While Bernardi is not a Reagan he’s also not a Trump. He’s too bland, too dry and too supportive of free trade to ever be compared to the colourful Donald Trump. Those voters concerned about globalisation and our national identity are more likely to vote for One Nation than his free-market conservatives. Any quick analysis of the electoral map will show that Hanson rather than Bernardi resonates in regional and ‘rustbelt’ Australia.


It was also revealed last week that conservative Christians aren’t flocking to Bernardi in the same way they did with Family First. A further complication in NSW is that Bernardi needs to compete with Fred Nile’s Christian Democrats. Reverend Nile has a longstanding preference arrangement with the NSW Liberals and currently has two upper house seats. There’s also the Liberal Democrats, DLP, Australian Liberty Alliance and Rise Up Australia parties all challenging Bernardi for the far right vote.

Despite Bernardi’s rhetoric that the Liberals are in trouble, it is his party that has gone backwards. With only one lonely upper house Victorian and his own vote in the Senate, Liberals don’t need to take him too seriously.

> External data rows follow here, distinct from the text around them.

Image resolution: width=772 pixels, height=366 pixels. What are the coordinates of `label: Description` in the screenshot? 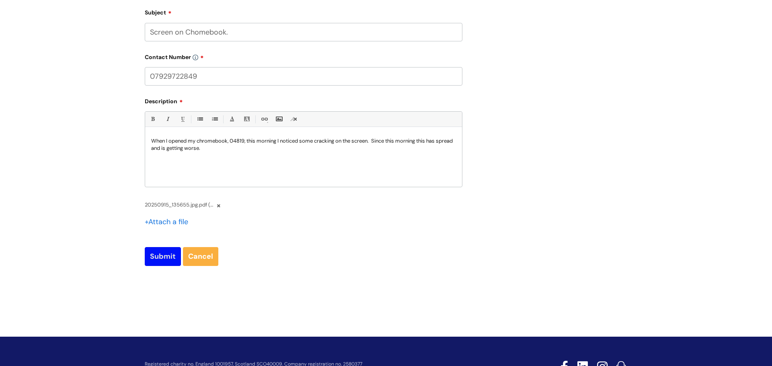 It's located at (304, 100).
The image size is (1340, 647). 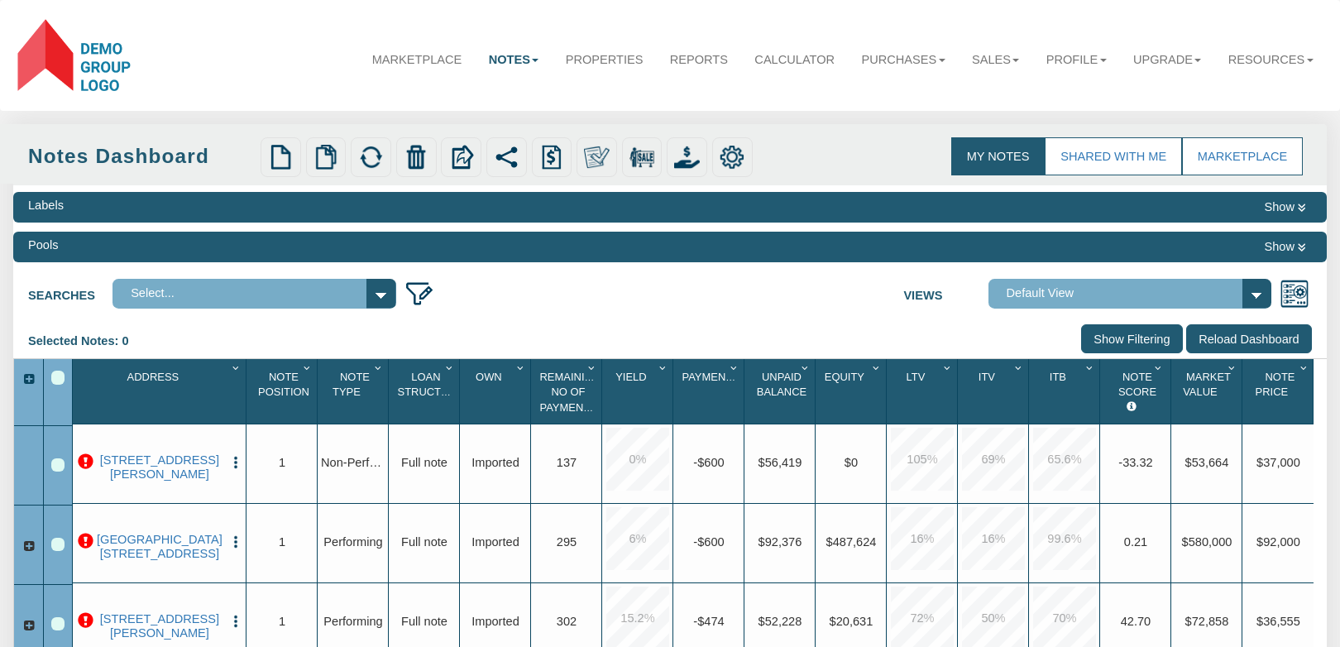 What do you see at coordinates (355, 391) in the screenshot?
I see `div: Note Type Sort None` at bounding box center [355, 391].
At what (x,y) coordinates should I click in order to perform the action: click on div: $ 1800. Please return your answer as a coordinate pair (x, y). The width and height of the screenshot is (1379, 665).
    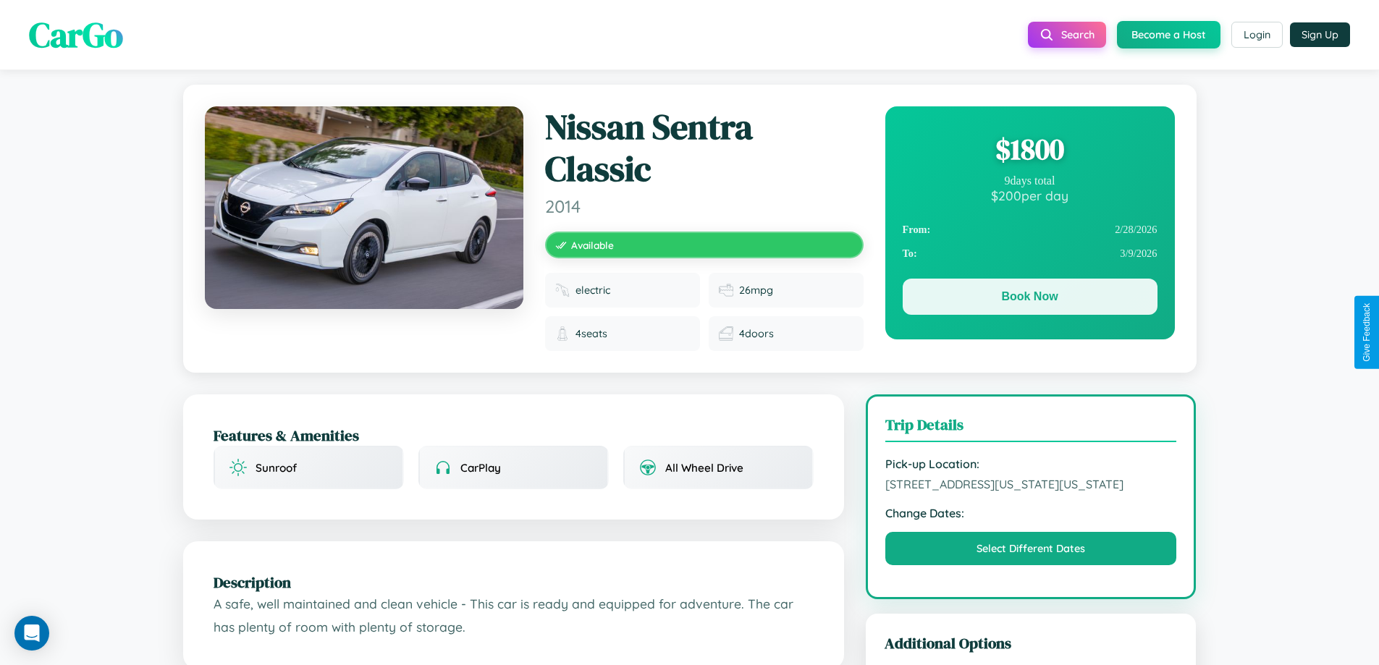
    Looking at the image, I should click on (1030, 149).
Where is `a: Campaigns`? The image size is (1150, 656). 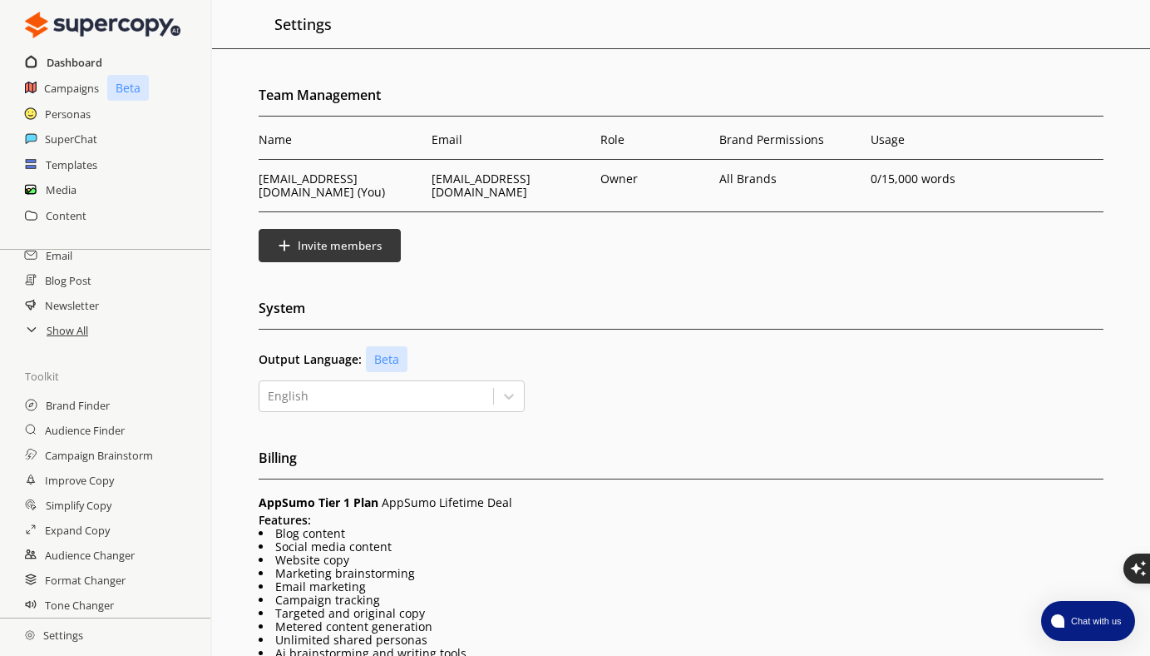 a: Campaigns is located at coordinates (72, 88).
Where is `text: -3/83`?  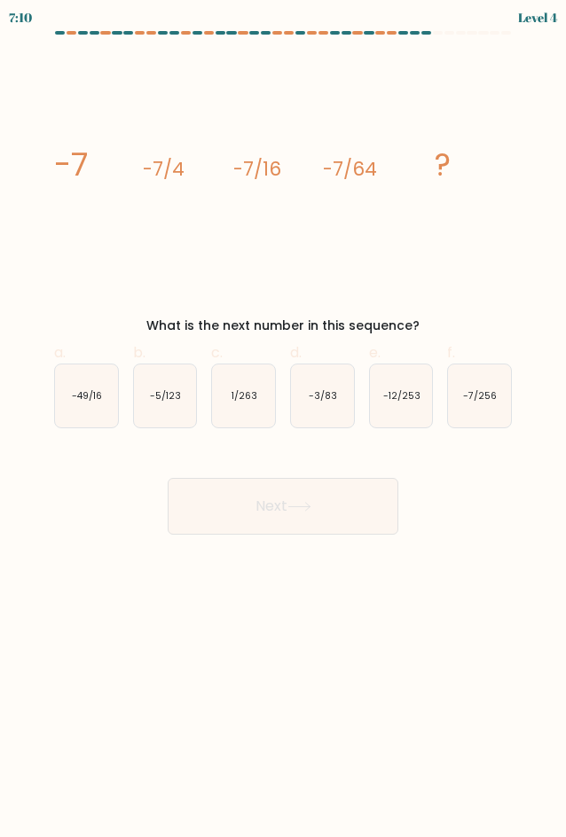 text: -3/83 is located at coordinates (323, 395).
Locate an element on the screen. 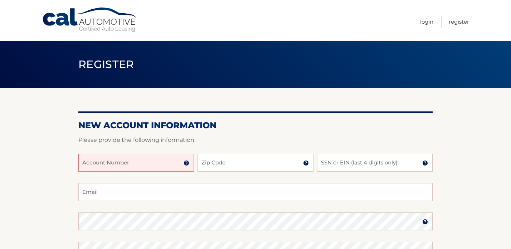 Image resolution: width=511 pixels, height=249 pixels. span: Register is located at coordinates (106, 64).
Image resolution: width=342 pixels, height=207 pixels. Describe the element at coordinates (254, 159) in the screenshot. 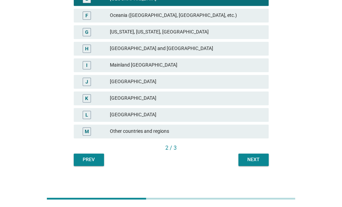

I see `div: Next` at that location.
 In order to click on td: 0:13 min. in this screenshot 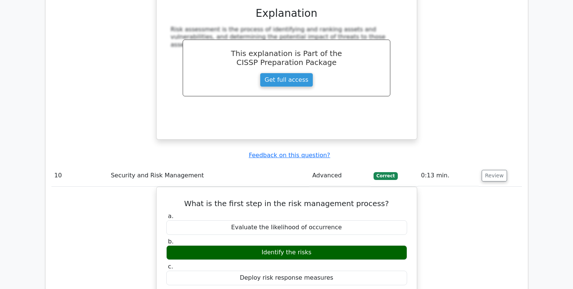, I will do `click(448, 175)`.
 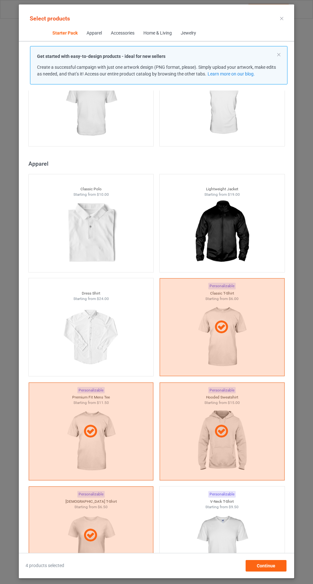 I want to click on span: $19.00, so click(x=234, y=194).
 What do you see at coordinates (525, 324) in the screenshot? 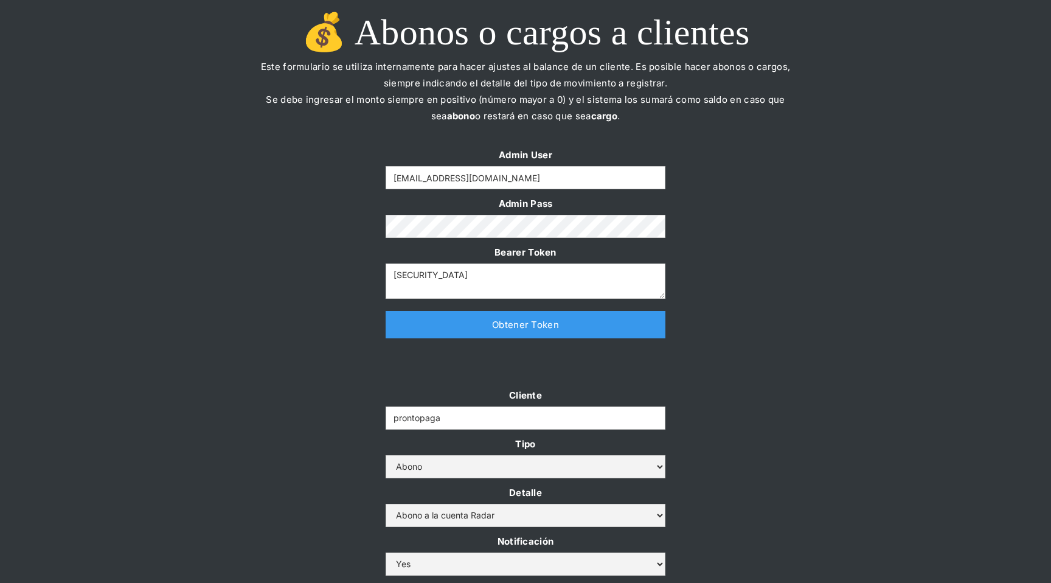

But what of the supposedly larger problem of 30 consecutive Newspoll losses under Turnbull? Many in the right-wing commentariat blame these results on Turnbull losing the base. While there is an assumption that the base loves conservative Abbott and despises progressive Turnbull, this is massively overplayed. The Fairfax-Ipsos poll over the weekend showed that 74 per cent of Coalition voters want to stick with Malcolm Turnbull as leader while only 21 per cent are hankering for a change. John Howard has also recently made comments urging the Liberal Party to stick with Turnbull.

The problem is that the base is difficult to define. A young entrepreneur living in Double Bay who wants lower taxes is as much a part of the base as an elderly Australian in the outer suburbs who listens to talkback radio and dislikes Chinese foreign investment. We too often think that the base is only the latter. Almost everyone, not least Abbott, mistakenly believes that the base is more conservative than it actually is. Interestingly it was ultra-safe Liberal seats like Wentworth, Higgins, Goldstein and Warringah that voted over 75 per cent in favour of same-sex marriage. Only three Liberal electorates voted No and even then by small margins.

The last federal election was also the only election in Australia’s history where the party that formed Government won neither New South Wales nor Victoria. Cosmopolitan Turnbull only won the election because he gained supermajorities in the conservative states of Queensland and Western Australia.

It’s an incredibly lazy analysis to continually push the line that Turnbull has lost the base to Bernardi because he’s more moderate than Abbott. The mainstream media may like to run with the story because it sells papers or website clicks and the Abbott forces like pushing the line out of revenge, but it doesn’t stack up. If it’s all about that base then Turnbull certainly still has it.

Christopher Rath is on the State Executive of the NSW Liberal Party.